Since I started learning Kubernetes the Certified Kubernetes Administrator (CKA) exam has been a target for me, but it’s always seemed to be out of reach. The whole Kubernetes ecosystem is a vast and nebulous beast, with new projects rising to the fore all the time, and old projects fading from favour. The size and rapid development that make the field so interesting and powerful, are the same properties that make the learning curve so steep, and the entry bar so high.
In the past two years I’ve spent time labbing and blogging about PKS and Kubernetes, and I’ve spoken at VMUGs. I’ve attended sessions at VMworld, VMUGs, internal and public webinars, and I’ve spent countless hours working out how to run some of my home services on Kubernetes. Nothing beats getting your hands dirty to force yourself to learn, and to then attempt to communicate that with clarity to different audiences forces you to really understand what you’re talking about.
However, after doing all of this I was not confident to take this exam! I put it off for months and months, and in the end I was emailed by the exam provider to say that I needed to take the exam before my voucher expired in May. Since the CNCF gives a free retake, I decided to take the exam simply to get a gauge on how close or far away from the required level I was, and that would give me another 12 months to do the real thing.
The Certified Kubernetes Administrator (CKA) exam has a reputation for being a difficult exam to pass, but I think that it was a fair exam. It was not as difficult as I had anticipated. It’s a three hour, 24 question, lab based exam that drops you straight into the command line with multiple Kubernetes clusters to perform various administrative tasks on. It is only available as a remote-proctored exam, and requires a score of 74% to pass. The exam is automatically scored and as such results based - i.e. it is looking for specific conditions in the exam environment, be that a pod or object with a specific name, or the contents of a file.
statefulset
with a pod
named Bob, and you create a statefulset
named Bob, you won’t get the points you deserve! So, read the question carefully!kg pods
instead of kubectl get pods
- where you’re typing kubectl
100 times a day, it saves you quite a few keystrokes. However, you will not have this configured in the exam - so make sure you learn the full commands. I found myself using the aliases automatically and then having to re-write the commands in full. So, use with caution if you’re prepping for the exam.I don’t want to replicate other peoples’ lists of study resources - there are plenty out there. In reality, everything that you need to pass the exam is in the official documentation, all of the other training courses I’ve looked at just provided a structured approach to going through the documentation.
kubeadm
kubeadm
Pods
and Deployments
, how to use the different Controllers - I refer back to my point about the core concepts. The best way to learn how to do this is to actually do it.kubectl
filter and sort, to output YAML from existing or new objects using --dry-run
, and to use jsonpath
to select output propertiesvim
openssl
, cfssl
etcdctl
to manage EtcdOnce you’ve completed the exam, you’ll probably feel pretty wrung out - it’s taxing concentrating so hard for that long. I kept a rough tally of the percentage of each question with a guess as to how complete the answer was, and on reflection was cautiously optomisitic that maybe I had passed. The exam is scored over the next 24 hours, and results should be emailed to you within 36 hours - in reality it was slightly less than 36 hours for mine to come through, and I was thrilled to have passed!
The CKA exam is nothing to be feared. It’s a fair exam that can be passed based on the documentation, and you get that documentation available to you. Study, practice, and give it a go!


#### Task goal:
Lines containing the word "bounding" are the ones to copy from the records below.

#### Records provided:
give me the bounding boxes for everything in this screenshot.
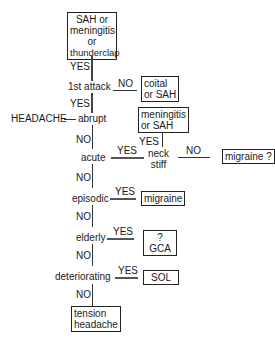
label-no: NO	[76, 289, 91, 300]
node-elderly: elderly	[76, 232, 105, 243]
label-yes: YES	[117, 145, 137, 156]
connector-line	[91, 56, 93, 81]
connector-line	[92, 164, 93, 188]
connector-line	[92, 125, 93, 149]
node-abrupt: abrupt	[78, 113, 106, 124]
connector-line	[92, 244, 93, 266]
label-no: NO	[76, 250, 91, 261]
node-sol: SOL	[143, 270, 179, 285]
text-line: headache	[74, 319, 118, 330]
node-neck-stiff: neck stiff	[148, 148, 169, 170]
text-line: coital	[144, 78, 176, 89]
node-tension-headache: tension headache	[71, 306, 121, 332]
text-line: or SAH	[144, 89, 176, 100]
node-episodic: episodic	[72, 193, 109, 204]
connector-line	[92, 284, 93, 306]
label-no: NO	[186, 145, 201, 156]
connector-line	[64, 119, 76, 120]
text-line: stiff	[148, 159, 169, 170]
label-yes: YES	[70, 61, 90, 72]
label-no: NO	[76, 134, 91, 145]
label-no: NO	[76, 211, 91, 222]
text-line: SAH or	[70, 14, 114, 25]
connector-line	[107, 238, 134, 240]
node-sah-meningitis-thunderclap: SAH or meningitis or thunderclap	[67, 12, 117, 60]
text-line: meningitis	[70, 25, 114, 36]
node-gca: ? GCA	[143, 230, 177, 256]
label-yes: YES	[139, 136, 159, 147]
text-line: or	[70, 36, 114, 47]
node-headache: HEADACHE	[11, 113, 67, 124]
label-no: NO	[76, 172, 91, 183]
text-line: meningitis	[141, 109, 186, 120]
text-line: neck	[148, 148, 169, 159]
connector-line	[91, 93, 93, 113]
node-deteriorating: deteriorating	[55, 271, 111, 282]
node-migraine-question: migraine ?	[222, 149, 275, 164]
node-meningitis-or-sah: meningitis or SAH	[138, 107, 189, 133]
connector-line	[178, 157, 210, 158]
connector-line	[115, 277, 138, 279]
connector-line	[111, 157, 144, 159]
connector-line	[110, 198, 136, 200]
connector-line	[162, 133, 163, 147]
connector-line	[113, 90, 137, 91]
text-line: or SAH	[141, 120, 186, 131]
label-yes: YES	[115, 186, 135, 197]
connector-line	[92, 205, 93, 227]
node-coital-or-sah: coital or SAH	[141, 76, 179, 102]
label-yes: YES	[118, 265, 138, 276]
node-migraine: migraine	[141, 191, 185, 206]
node-first-attack: 1st attack	[68, 81, 111, 92]
node-acute: acute	[81, 152, 105, 163]
text-line: tension	[74, 308, 118, 319]
label-yes: YES	[70, 98, 90, 109]
label-yes: YES	[113, 226, 133, 237]
label-no: NO	[118, 78, 133, 89]
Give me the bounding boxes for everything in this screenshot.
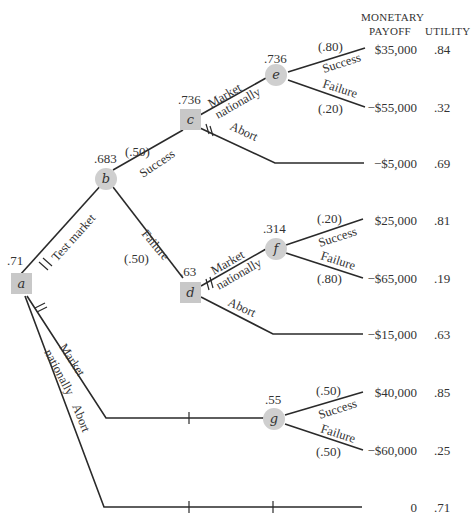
svg-text:a: a [18,276,26,291]
outcome-row: $35,000 .84 [375,42,451,57]
node-e-value: .736 [264,51,287,66]
svg-text:−$65,000: −$65,000 [367,271,417,286]
edge-d-abort [201,297,363,334]
svg-text:$25,000: $25,000 [375,213,417,228]
node-d[interactable]: d [180,282,201,303]
branch-label-d-abort: Abort [226,295,259,320]
branch-label-e-failure: Failure [321,77,359,101]
svg-text:.85: .85 [434,385,450,400]
outcome-row: $25,000 .81 [375,213,451,228]
svg-text:0: 0 [411,500,418,515]
decision-tree: a .71 b .683 c .736 d .63 e .736 f .314 … [0,0,476,526]
svg-text:.81: .81 [434,213,450,228]
svg-text:.25: .25 [434,443,450,458]
prob-b-success: (.50) [125,144,150,159]
node-a-value: .71 [7,253,23,268]
svg-text:b: b [102,171,110,186]
svg-text:.32: .32 [434,100,450,115]
svg-text:c: c [187,112,195,127]
outcome-row: −$60,000 .25 [367,443,450,458]
outcome-row: −$5,000 .69 [374,156,450,171]
node-e[interactable]: e [265,64,287,86]
svg-text:.63: .63 [434,327,450,342]
node-d-value: .63 [180,264,196,279]
branch-label-e-success: Success [321,50,363,76]
prob-g-success: (.50) [316,383,341,398]
node-f-value: .314 [263,221,286,236]
prob-b-failure: (.50) [124,251,149,266]
node-b[interactable]: b [95,168,117,190]
node-a[interactable]: a [11,273,32,294]
header-utility: UTILITY [425,25,470,37]
svg-text:.71: .71 [434,500,450,515]
svg-text:$35,000: $35,000 [375,42,417,57]
svg-text:.84: .84 [434,42,451,57]
node-g-value: .55 [265,392,281,407]
prob-f-failure: (.80) [317,271,342,286]
svg-text:e: e [272,67,280,82]
svg-text:−$55,000: −$55,000 [367,100,417,115]
outcome-row: −$65,000 .19 [367,271,450,286]
outcome-row: −$55,000 .32 [367,100,450,115]
edge-a-abort [25,296,362,507]
svg-text:−$15,000: −$15,000 [367,327,417,342]
branch-label-test-market: Test market [49,211,99,264]
branch-label-a-abort: Abort [69,402,93,435]
svg-text:.69: .69 [434,156,450,171]
node-c[interactable]: c [180,109,201,130]
edge-c-abort [200,128,364,163]
pruned-marker-c-abort [206,124,213,136]
node-g[interactable]: g [263,408,285,430]
svg-text:−$5,000: −$5,000 [374,156,417,171]
prob-e-success: (.80) [318,39,343,54]
prob-g-failure: (.50) [316,444,341,459]
node-b-value: .683 [94,151,117,166]
svg-text:d: d [186,285,194,300]
pruned-marker-a-test [39,258,52,270]
header-payoff: PAYOFF [369,25,411,37]
svg-text:g: g [270,411,278,426]
outcome-row: −$15,000 .63 [367,327,450,342]
svg-text:$40,000: $40,000 [375,385,417,400]
node-f[interactable]: f [265,238,287,260]
header-monetary: MONETARY [361,11,424,23]
prob-e-failure: (.20) [318,101,343,116]
svg-text:.19: .19 [434,271,450,286]
prob-f-success: (.20) [317,211,342,226]
outcome-row: 0 .71 [411,500,451,515]
node-c-value: .736 [178,92,201,107]
outcome-row: $40,000 .85 [375,385,451,400]
branch-label-c-abort: Abort [228,119,261,144]
svg-text:−$60,000: −$60,000 [367,443,417,458]
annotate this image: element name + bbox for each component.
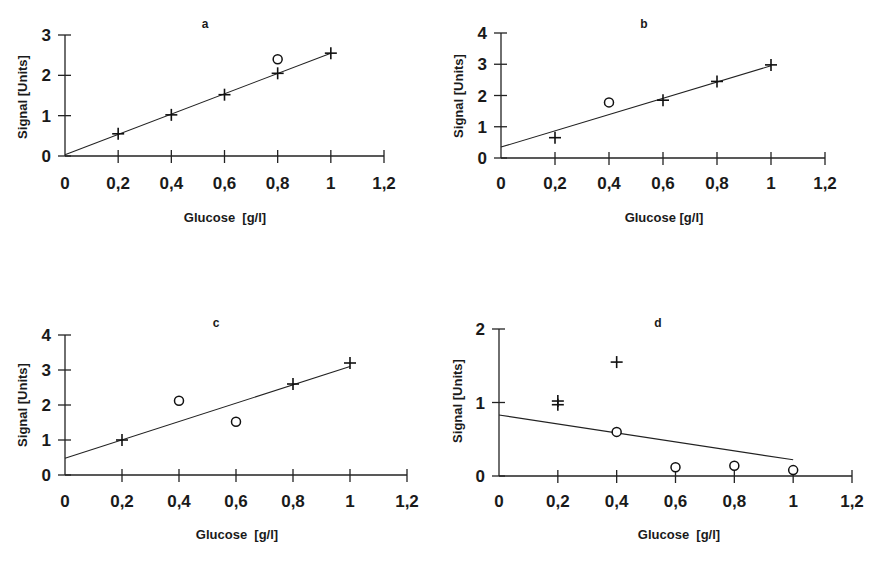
chart-title: c — [213, 316, 220, 330]
chart-panel-a: a Glucose [g/l] Signal [Units] 00,20,40,… — [15, 17, 396, 225]
x-tick-label: 1 — [326, 174, 335, 193]
y-tick-label: 3 — [42, 361, 51, 380]
y-tick-label: 2 — [42, 396, 51, 415]
x-tick-label: 1,2 — [813, 174, 837, 193]
x-tick-label: 0,4 — [597, 174, 621, 193]
circle-marker-icon — [232, 417, 241, 426]
x-tick-label: 0,8 — [266, 174, 290, 193]
y-tick-label: 2 — [478, 87, 487, 106]
circle-marker-icon — [175, 396, 184, 405]
chart-title: b — [640, 17, 647, 31]
chart-panel-b: b Glucose [g/l] Signal [Units] 00,20,40,… — [451, 17, 837, 225]
plus-marker-icon — [711, 75, 723, 87]
x-tick-label: 1 — [345, 492, 354, 511]
x-tick-label: 0 — [60, 174, 69, 193]
x-tick-label: 0 — [496, 174, 505, 193]
x-tick-label: 0,8 — [705, 174, 729, 193]
x-axis-label: Glucose [g/l] — [625, 210, 704, 225]
x-tick-label: 0,6 — [224, 492, 248, 511]
x-tick-label: 0,2 — [546, 492, 570, 511]
y-tick-label: 2 — [476, 320, 485, 339]
x-tick-label: 0,2 — [543, 174, 567, 193]
x-axis-label: Glucose [g/l] — [196, 527, 278, 542]
circle-marker-icon — [671, 463, 680, 472]
x-tick-label: 0,8 — [723, 492, 747, 511]
x-tick-label: 1,2 — [372, 174, 396, 193]
x-tick-label: 0,6 — [664, 492, 688, 511]
y-tick-label: 0 — [476, 467, 485, 486]
x-tick-label: 1,2 — [840, 492, 864, 511]
circle-marker-icon — [273, 55, 282, 64]
plus-marker-icon — [116, 434, 128, 446]
x-axis-label: Glucose [g/l] — [638, 527, 720, 542]
x-tick-label: 1,2 — [395, 492, 419, 511]
chart-panel-c: c Glucose [g/l] Signal [Units] 00,20,40,… — [15, 316, 419, 542]
plus-marker-icon — [344, 357, 356, 369]
plus-marker-icon — [611, 356, 623, 368]
plus-marker-icon — [165, 109, 177, 121]
x-tick-label: 0,2 — [110, 492, 134, 511]
plus-marker-icon — [219, 89, 231, 101]
y-tick-label: 1 — [476, 394, 485, 413]
y-axis-label: Signal [Units] — [450, 359, 465, 443]
plus-marker-icon — [765, 59, 777, 71]
y-tick-label: 2 — [42, 66, 51, 85]
regression-line — [501, 66, 771, 147]
x-tick-label: 0 — [60, 492, 69, 511]
x-tick-label: 0,4 — [160, 174, 184, 193]
circle-marker-icon — [605, 98, 614, 107]
y-tick-label: 1 — [478, 118, 487, 137]
circle-marker-icon — [789, 466, 798, 475]
plus-marker-icon — [325, 47, 337, 59]
x-tick-label: 0,8 — [281, 492, 305, 511]
y-axis-label: Signal [Units] — [15, 55, 30, 139]
x-tick-label: 0,6 — [213, 174, 237, 193]
plus-marker-icon — [272, 67, 284, 79]
y-tick-label: 3 — [42, 26, 51, 45]
regression-line — [65, 367, 350, 459]
x-tick-label: 1 — [788, 492, 797, 511]
y-tick-label: 1 — [42, 431, 51, 450]
y-tick-label: 4 — [478, 24, 488, 43]
y-axis-label: Signal [Units] — [15, 363, 30, 447]
x-tick-label: 0,6 — [651, 174, 675, 193]
regression-line — [65, 53, 331, 155]
x-tick-label: 0,4 — [605, 492, 629, 511]
chart-canvas: a Glucose [g/l] Signal [Units] 00,20,40,… — [0, 0, 874, 561]
plus-marker-icon — [112, 128, 124, 140]
y-axis-label: Signal [Units] — [451, 54, 466, 138]
circle-marker-icon — [730, 461, 739, 470]
x-tick-label: 0 — [494, 492, 503, 511]
x-axis-label: Glucose [g/l] — [184, 210, 266, 225]
x-tick-label: 0,4 — [167, 492, 191, 511]
x-tick-label: 1 — [766, 174, 775, 193]
y-tick-label: 3 — [478, 55, 487, 74]
y-tick-label: 1 — [42, 107, 51, 126]
plus-marker-icon — [657, 94, 669, 106]
chart-title: a — [202, 17, 209, 31]
chart-panel-d: d Glucose [g/l] Signal [Units] 00,20,40,… — [450, 316, 864, 542]
plus-marker-icon — [549, 132, 561, 144]
y-tick-label: 0 — [478, 149, 487, 168]
y-tick-label: 0 — [42, 466, 51, 485]
y-tick-label: 4 — [42, 326, 52, 345]
x-tick-label: 0,2 — [106, 174, 130, 193]
chart-title: d — [654, 316, 661, 330]
y-tick-label: 0 — [42, 147, 51, 166]
regression-line — [499, 415, 793, 460]
plus-marker-icon — [287, 378, 299, 390]
circle-marker-icon — [612, 427, 621, 436]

#### Solution for this problem:
give me the bounding boxes for everything in this screenshot.
Give me the bounding boxes for everything in this screenshot.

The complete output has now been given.